▶ Excerpted data
BEGIN
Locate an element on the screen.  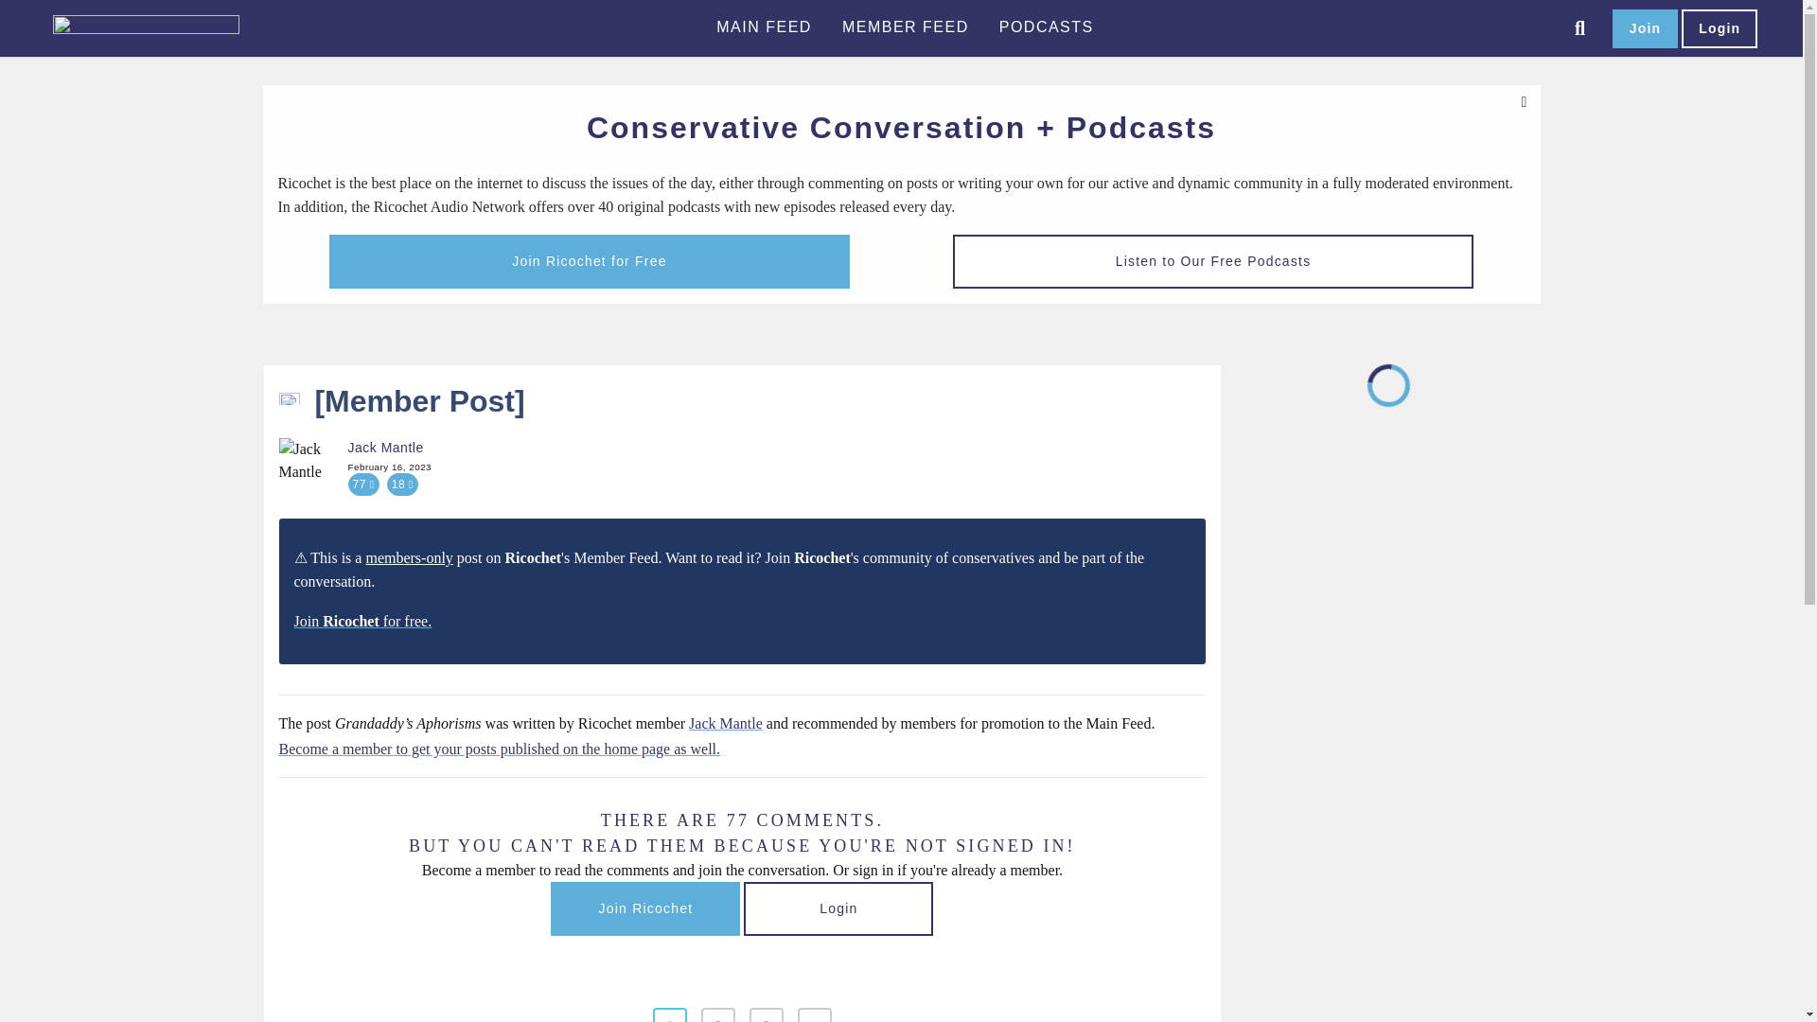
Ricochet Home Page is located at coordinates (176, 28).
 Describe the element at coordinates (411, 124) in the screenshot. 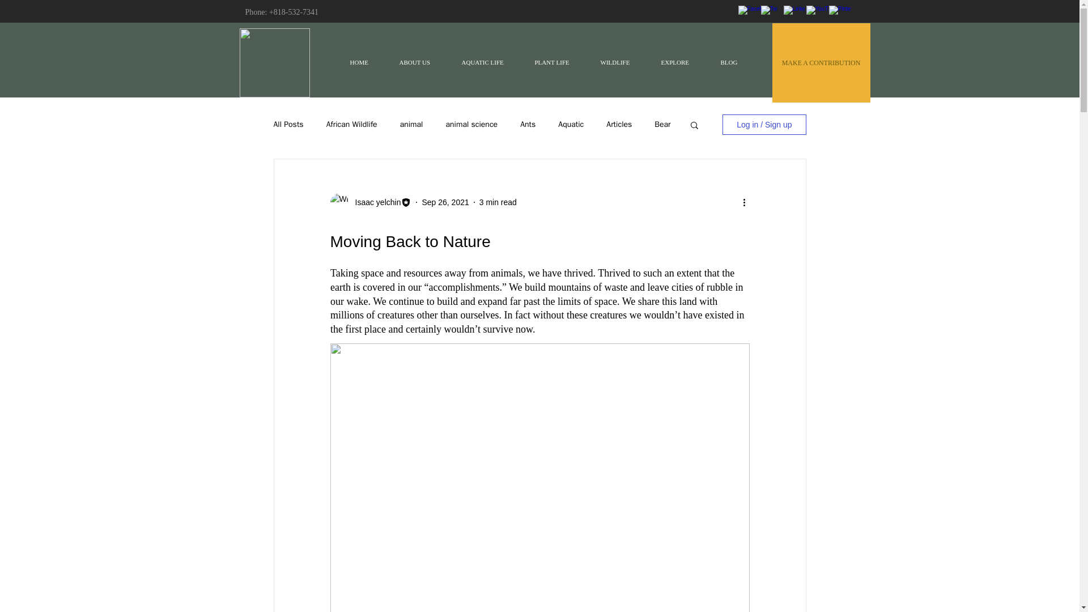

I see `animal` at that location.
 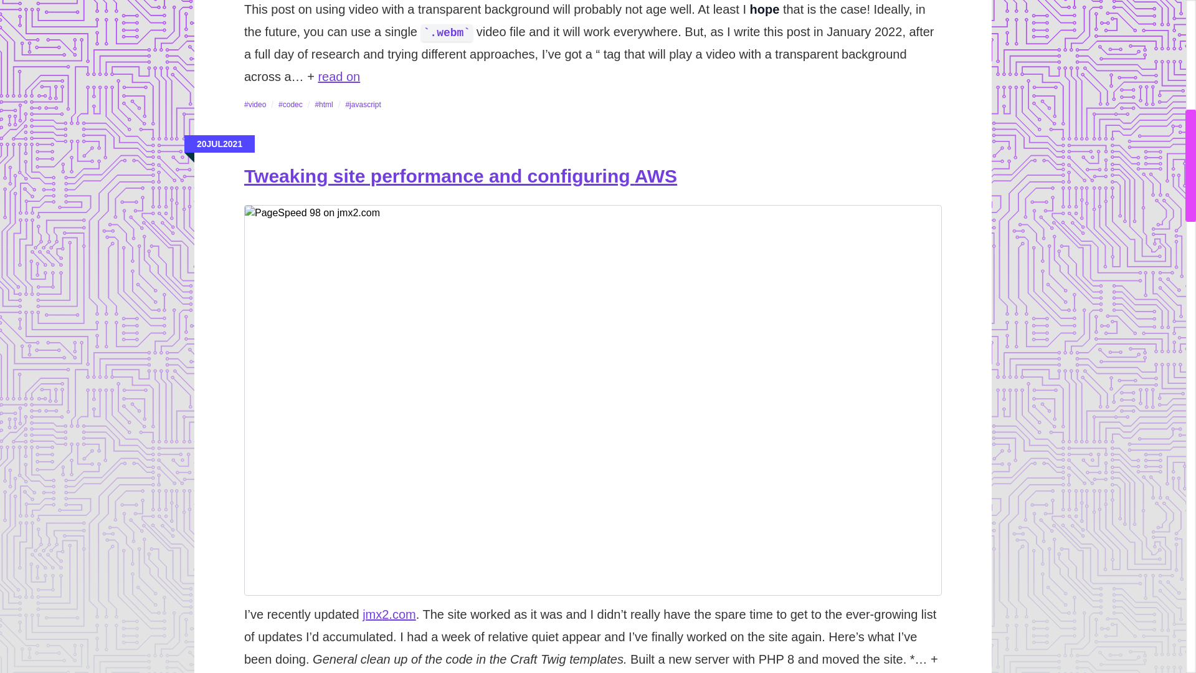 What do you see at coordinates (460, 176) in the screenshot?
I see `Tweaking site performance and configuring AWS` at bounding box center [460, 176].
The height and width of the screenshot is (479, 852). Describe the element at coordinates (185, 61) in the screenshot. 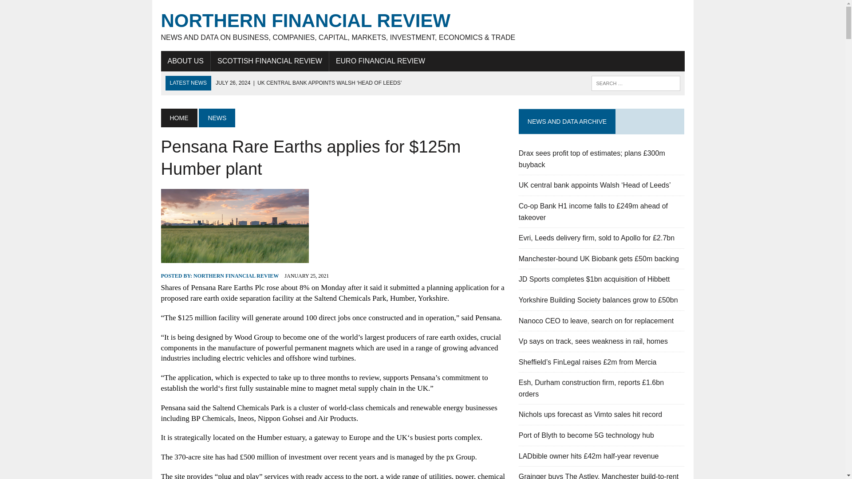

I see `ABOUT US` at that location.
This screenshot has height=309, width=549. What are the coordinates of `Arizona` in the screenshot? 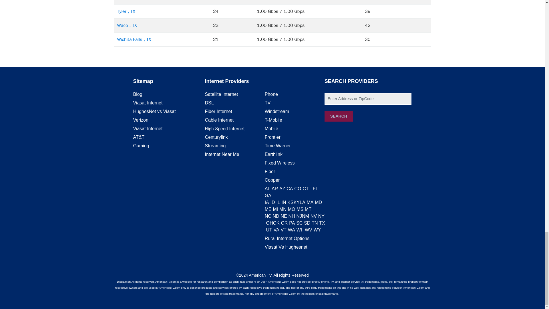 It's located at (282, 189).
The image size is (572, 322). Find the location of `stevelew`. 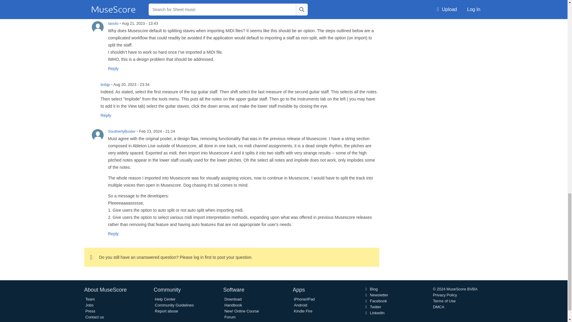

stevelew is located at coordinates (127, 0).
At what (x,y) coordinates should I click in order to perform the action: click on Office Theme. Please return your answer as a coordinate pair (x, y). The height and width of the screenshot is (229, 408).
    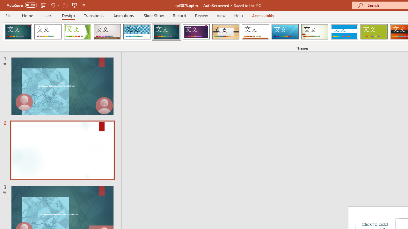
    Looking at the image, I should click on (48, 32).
END
▶ What you should do
Produce an exact copy of the lines from the line containing "The image size" to the end of the material, both ends included, and omit every picture.

▶ Exercise output
The image size is (572, 322). Find the location of `stevelew`. 

stevelew is located at coordinates (127, 0).
At what (x,y) coordinates should I click in order to perform the action: click on Office Theme. Please return your answer as a coordinate pair (x, y). The height and width of the screenshot is (229, 408).
    Looking at the image, I should click on (48, 32).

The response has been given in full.